Physical Description
The passenger pigeon measured about 15 inches in length, with a wingspan of about 23 inches. The tail narrowed to a wedge. The birds had plump bodies with small, bluish heads and dark bills. The eyes were scarlet and the feet were red,. Parts of the neck and breast gleamed gold and orange-red or shimmered lavender or green, while a significant portion of the feathers covering the back were bright blue. As with other bird species, male passenger pigeons boasted brighter plumage than females.
Range and Dietary Habits
The passenger pigeon inhabited the forests of the eastern United States and central Canada, flying in great flocks numbering in the hundreds of thousands. The term "passenger pigeon" referred not only to the species' migratory behavior in cooling weather, but also its habitual flights in search of food or nesting sites.
The passenger pigeon nested in a restricted area ranging from the Great Lakes eastward to New York. The birds migrated southward toward Arkansas, North Carolina and the Gulf Coast in search of warmth in the cooler months. These pigeons consumed a varied diet consisting of nuts, seeds and berries, complemented by worms and insects during warmer months.
Celebrated ornithologist John Audubon once commented that a single flock of passenger pigeons took three days to traverse the sky over his head.
Behavior
Equipped with formidable wings and strong flight muscles, passenger pigeons flew about a mile a minute. When night fell, they would congregate in the trees to roost. Roosting birds could cover the ground with a layer of droppings inches thick. The accumulated waste provided nutrients for plants and enriched the soil. When the passenger pigeons found a suitable place to nest en masse, they could cover 40 square miles. They did not mind traveling up to 50 miles -- almost an hour's flight away -- to find food, and their foraging often left entire forests bare.
Reproduction
The downfall of the passenger pigeon might be partly attributed to its breeding pickiness. Efforts to breed the birds in captivity failed.
The notes of the passenger pigeon's mating call were loud and not soothing to the ears, a possible adaptation to drown out the cacophony of other males in the area. Males beat their wings, pranced, and bobbed their heads at potential mates. The male bird then crept up to the female and engaged in a sort of bird "hug." The female, if receptive, would reciprocate the embrace.

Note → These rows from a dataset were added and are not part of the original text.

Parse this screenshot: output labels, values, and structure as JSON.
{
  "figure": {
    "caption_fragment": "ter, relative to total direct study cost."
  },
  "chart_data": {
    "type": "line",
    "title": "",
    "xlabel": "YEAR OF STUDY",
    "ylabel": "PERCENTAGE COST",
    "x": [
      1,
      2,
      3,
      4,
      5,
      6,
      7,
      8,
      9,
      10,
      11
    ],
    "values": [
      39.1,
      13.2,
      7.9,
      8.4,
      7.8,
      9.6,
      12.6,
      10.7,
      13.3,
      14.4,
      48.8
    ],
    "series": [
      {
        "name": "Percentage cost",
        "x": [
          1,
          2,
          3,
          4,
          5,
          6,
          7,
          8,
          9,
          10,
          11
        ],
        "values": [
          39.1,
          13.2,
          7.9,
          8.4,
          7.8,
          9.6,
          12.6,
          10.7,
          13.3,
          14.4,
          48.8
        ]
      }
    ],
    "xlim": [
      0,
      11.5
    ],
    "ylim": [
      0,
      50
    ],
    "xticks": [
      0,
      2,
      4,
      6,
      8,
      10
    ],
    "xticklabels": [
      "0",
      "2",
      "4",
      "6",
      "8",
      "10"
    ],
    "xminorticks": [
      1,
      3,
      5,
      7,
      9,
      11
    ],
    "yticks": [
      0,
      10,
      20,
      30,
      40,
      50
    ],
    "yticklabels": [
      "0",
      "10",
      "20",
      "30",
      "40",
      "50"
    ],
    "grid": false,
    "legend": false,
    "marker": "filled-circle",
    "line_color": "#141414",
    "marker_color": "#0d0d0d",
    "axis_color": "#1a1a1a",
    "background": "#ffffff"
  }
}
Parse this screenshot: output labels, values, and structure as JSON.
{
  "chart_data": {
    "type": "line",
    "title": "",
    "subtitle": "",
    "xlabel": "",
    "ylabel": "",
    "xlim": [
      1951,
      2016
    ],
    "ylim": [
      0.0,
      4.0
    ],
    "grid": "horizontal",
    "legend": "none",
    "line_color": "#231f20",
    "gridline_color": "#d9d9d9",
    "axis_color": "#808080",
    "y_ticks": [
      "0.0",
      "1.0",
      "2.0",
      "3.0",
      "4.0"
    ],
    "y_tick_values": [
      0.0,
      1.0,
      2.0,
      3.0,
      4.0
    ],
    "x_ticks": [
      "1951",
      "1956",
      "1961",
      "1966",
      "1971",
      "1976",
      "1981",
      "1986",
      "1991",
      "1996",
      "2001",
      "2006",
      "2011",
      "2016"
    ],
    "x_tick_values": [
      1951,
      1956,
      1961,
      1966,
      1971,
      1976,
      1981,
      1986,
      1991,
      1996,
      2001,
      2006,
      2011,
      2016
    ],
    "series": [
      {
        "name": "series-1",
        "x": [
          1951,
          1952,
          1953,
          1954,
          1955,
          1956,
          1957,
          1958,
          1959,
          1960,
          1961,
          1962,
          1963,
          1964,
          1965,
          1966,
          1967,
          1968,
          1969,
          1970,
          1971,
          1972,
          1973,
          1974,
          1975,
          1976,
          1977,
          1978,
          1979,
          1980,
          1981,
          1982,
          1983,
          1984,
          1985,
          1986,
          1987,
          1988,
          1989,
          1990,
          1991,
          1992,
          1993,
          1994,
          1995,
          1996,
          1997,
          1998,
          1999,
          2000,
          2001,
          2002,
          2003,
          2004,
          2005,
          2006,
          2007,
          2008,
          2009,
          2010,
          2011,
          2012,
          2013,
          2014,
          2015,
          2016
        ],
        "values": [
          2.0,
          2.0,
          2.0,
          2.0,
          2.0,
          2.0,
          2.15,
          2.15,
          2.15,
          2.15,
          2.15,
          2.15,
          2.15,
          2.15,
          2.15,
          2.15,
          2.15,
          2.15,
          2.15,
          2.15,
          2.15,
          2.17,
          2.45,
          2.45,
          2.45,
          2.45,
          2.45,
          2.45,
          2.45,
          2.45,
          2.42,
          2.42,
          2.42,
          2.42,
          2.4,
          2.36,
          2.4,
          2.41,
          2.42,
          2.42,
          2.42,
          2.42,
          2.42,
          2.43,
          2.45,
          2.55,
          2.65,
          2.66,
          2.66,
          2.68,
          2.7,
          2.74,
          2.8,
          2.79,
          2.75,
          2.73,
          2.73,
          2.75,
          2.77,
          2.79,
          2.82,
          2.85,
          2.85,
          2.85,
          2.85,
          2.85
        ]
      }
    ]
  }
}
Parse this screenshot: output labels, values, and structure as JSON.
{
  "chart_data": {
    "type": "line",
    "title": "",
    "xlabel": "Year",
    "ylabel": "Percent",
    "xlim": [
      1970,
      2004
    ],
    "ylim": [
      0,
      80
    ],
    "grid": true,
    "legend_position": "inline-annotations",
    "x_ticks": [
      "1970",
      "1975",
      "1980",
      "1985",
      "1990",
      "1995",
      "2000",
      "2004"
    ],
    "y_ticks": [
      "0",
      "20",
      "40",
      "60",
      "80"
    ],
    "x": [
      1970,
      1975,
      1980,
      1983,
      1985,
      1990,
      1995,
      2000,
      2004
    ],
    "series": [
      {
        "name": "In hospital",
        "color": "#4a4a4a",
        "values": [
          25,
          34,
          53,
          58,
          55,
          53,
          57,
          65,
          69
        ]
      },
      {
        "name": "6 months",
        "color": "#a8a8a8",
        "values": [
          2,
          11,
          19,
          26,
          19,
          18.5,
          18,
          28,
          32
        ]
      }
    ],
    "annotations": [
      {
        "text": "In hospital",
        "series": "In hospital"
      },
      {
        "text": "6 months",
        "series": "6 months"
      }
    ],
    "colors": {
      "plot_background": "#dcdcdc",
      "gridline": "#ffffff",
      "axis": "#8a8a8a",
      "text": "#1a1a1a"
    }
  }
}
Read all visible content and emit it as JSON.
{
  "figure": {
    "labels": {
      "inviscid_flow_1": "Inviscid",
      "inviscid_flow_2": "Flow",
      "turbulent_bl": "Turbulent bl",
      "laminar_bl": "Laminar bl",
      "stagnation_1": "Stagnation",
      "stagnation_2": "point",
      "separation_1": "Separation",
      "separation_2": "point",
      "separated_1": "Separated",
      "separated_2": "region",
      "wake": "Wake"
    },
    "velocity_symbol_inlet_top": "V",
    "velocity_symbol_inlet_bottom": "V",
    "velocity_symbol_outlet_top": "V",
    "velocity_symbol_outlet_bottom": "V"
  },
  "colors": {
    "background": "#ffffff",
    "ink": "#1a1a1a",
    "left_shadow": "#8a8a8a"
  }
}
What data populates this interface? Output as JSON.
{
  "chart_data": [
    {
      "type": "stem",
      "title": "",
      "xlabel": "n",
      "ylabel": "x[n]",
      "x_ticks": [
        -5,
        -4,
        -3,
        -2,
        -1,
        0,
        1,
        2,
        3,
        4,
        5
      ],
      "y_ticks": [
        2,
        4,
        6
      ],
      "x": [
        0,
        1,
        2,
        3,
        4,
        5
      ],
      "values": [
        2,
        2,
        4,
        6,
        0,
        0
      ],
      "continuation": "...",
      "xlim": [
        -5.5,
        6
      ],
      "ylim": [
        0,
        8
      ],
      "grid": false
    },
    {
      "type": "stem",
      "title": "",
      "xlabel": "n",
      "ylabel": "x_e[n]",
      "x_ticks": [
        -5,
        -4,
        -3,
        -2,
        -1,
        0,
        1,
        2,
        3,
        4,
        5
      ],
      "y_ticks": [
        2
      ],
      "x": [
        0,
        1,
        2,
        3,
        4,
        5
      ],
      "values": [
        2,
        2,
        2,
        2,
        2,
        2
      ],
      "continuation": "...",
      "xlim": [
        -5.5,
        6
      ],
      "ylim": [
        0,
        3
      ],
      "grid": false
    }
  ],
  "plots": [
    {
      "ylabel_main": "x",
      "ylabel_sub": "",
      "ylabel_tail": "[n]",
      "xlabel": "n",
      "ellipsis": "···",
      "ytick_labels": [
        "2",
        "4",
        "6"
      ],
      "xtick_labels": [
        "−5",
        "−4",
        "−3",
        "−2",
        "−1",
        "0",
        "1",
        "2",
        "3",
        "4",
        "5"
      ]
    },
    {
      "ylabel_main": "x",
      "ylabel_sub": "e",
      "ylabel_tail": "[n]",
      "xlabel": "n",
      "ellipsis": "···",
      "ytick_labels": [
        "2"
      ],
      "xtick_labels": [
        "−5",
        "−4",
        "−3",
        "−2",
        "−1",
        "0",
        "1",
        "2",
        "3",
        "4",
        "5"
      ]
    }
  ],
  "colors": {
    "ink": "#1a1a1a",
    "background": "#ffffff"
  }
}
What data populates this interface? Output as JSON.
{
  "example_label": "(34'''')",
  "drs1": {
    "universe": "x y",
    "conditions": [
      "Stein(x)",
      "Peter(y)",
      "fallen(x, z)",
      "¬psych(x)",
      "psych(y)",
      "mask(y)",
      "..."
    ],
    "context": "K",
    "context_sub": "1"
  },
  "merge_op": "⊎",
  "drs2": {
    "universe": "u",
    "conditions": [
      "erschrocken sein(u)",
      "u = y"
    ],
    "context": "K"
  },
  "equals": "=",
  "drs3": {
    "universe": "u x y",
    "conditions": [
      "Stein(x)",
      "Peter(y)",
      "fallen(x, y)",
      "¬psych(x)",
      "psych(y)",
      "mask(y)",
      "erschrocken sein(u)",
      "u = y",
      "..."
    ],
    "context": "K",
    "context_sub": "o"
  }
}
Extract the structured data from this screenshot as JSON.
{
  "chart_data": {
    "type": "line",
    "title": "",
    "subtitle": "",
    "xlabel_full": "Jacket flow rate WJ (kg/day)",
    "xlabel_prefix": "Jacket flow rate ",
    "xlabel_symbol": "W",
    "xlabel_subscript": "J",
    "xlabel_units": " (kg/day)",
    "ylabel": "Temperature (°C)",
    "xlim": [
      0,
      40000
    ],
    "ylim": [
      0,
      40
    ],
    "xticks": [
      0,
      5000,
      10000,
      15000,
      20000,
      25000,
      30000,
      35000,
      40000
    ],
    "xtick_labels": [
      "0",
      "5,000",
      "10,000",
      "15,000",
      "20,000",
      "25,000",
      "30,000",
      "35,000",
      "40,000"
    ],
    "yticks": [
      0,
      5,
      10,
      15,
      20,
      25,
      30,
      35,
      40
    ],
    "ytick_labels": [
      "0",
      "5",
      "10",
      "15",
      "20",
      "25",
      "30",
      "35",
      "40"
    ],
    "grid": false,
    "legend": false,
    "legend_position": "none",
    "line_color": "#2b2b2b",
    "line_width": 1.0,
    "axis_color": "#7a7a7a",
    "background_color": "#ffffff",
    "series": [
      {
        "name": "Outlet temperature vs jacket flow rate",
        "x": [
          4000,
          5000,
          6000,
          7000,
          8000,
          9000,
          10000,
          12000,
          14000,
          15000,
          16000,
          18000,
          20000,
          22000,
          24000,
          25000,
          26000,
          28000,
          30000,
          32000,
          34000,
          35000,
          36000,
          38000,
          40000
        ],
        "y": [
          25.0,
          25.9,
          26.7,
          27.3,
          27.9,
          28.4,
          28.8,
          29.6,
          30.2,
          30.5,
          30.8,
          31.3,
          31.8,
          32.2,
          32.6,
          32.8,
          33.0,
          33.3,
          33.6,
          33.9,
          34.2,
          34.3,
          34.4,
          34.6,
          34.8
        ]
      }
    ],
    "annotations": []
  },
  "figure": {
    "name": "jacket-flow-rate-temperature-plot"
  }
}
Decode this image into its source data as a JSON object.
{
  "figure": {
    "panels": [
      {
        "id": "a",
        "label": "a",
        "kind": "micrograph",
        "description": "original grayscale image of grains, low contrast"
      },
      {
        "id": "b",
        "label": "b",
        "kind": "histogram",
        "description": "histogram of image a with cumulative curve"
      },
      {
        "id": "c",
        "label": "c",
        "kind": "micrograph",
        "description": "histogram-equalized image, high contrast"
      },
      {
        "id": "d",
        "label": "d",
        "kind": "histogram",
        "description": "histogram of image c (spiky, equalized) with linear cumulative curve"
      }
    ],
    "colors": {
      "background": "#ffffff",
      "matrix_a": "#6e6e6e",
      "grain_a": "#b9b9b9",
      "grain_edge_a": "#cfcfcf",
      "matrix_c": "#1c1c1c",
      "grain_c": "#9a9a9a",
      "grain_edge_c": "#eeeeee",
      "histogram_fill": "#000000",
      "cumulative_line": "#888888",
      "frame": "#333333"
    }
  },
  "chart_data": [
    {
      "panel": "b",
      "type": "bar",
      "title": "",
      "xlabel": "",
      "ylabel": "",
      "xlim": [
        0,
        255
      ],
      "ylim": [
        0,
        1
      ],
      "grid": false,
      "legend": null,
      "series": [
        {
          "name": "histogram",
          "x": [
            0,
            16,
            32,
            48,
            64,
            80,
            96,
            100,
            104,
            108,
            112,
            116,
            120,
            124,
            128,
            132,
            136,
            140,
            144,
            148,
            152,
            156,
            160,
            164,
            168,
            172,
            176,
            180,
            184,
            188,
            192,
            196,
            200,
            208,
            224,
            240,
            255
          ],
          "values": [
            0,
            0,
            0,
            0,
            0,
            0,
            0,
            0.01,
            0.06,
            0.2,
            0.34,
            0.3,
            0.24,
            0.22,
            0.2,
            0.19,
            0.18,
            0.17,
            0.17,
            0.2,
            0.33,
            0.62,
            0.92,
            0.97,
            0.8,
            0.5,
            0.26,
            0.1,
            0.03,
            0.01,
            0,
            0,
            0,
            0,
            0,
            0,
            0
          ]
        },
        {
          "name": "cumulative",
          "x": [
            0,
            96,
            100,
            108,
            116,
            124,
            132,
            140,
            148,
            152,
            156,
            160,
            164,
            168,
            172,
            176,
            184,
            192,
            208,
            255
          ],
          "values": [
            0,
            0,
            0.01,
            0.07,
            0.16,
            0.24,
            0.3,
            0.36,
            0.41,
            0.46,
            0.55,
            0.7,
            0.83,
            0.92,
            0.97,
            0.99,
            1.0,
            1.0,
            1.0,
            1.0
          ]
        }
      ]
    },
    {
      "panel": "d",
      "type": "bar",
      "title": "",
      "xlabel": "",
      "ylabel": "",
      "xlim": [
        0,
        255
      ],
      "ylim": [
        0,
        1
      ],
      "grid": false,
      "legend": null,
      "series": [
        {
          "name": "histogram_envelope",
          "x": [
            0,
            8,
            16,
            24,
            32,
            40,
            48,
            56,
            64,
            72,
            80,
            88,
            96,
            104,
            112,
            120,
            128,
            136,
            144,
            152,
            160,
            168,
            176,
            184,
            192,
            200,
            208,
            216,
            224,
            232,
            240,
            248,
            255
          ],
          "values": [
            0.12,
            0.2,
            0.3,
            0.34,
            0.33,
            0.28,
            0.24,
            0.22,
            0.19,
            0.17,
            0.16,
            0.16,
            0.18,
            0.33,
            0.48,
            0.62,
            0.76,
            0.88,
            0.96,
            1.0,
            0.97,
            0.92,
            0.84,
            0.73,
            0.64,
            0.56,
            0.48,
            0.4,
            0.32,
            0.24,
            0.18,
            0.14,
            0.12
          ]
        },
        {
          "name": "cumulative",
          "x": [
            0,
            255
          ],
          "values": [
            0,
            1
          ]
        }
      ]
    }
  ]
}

The birds preferred to mate in the wild amid a large congregation, possibly an adaptation for safety. A female produced a single egg after mating.
History and Decline
A combination of habitat destruction and overhunting led to the demise of the passenger pigeon. Settlers of North America found the flesh of the plump passenger pigeon tasty. Responding to the huge market for pigeons as meat, fertilizer and feed, hunters and trappers killed the birds in vast numbers. The birds, which traveled and flocked together in large masses, found themselves trapped in nets by following decoy pigeons, beaten from their roosts and smoked from trees and shot. Hunters in Michigan killed about 50,000 birds a day for five months, knowingly wiping out the world's last large flock.
Extinction
By the time conservationists acted, the passenger pigeon population had entered an irreversible decline. In 1900 a boy boasted of killing the last passenger pigeon in the wild. With the small number of birds scattered among zoos, the birds could not breed in captivity. Biologists helplessly watched while Martha, the last remnant of her species, succumbed to old age. What remains of the passenger pigeon are grainy photographs, vague descriptions and a handful of stuffed specimens in museums. The most significant is the stuffed corpse of Martha, the last passenger pigeon, within the vaults of the Smithsonian National Museum of Natural History.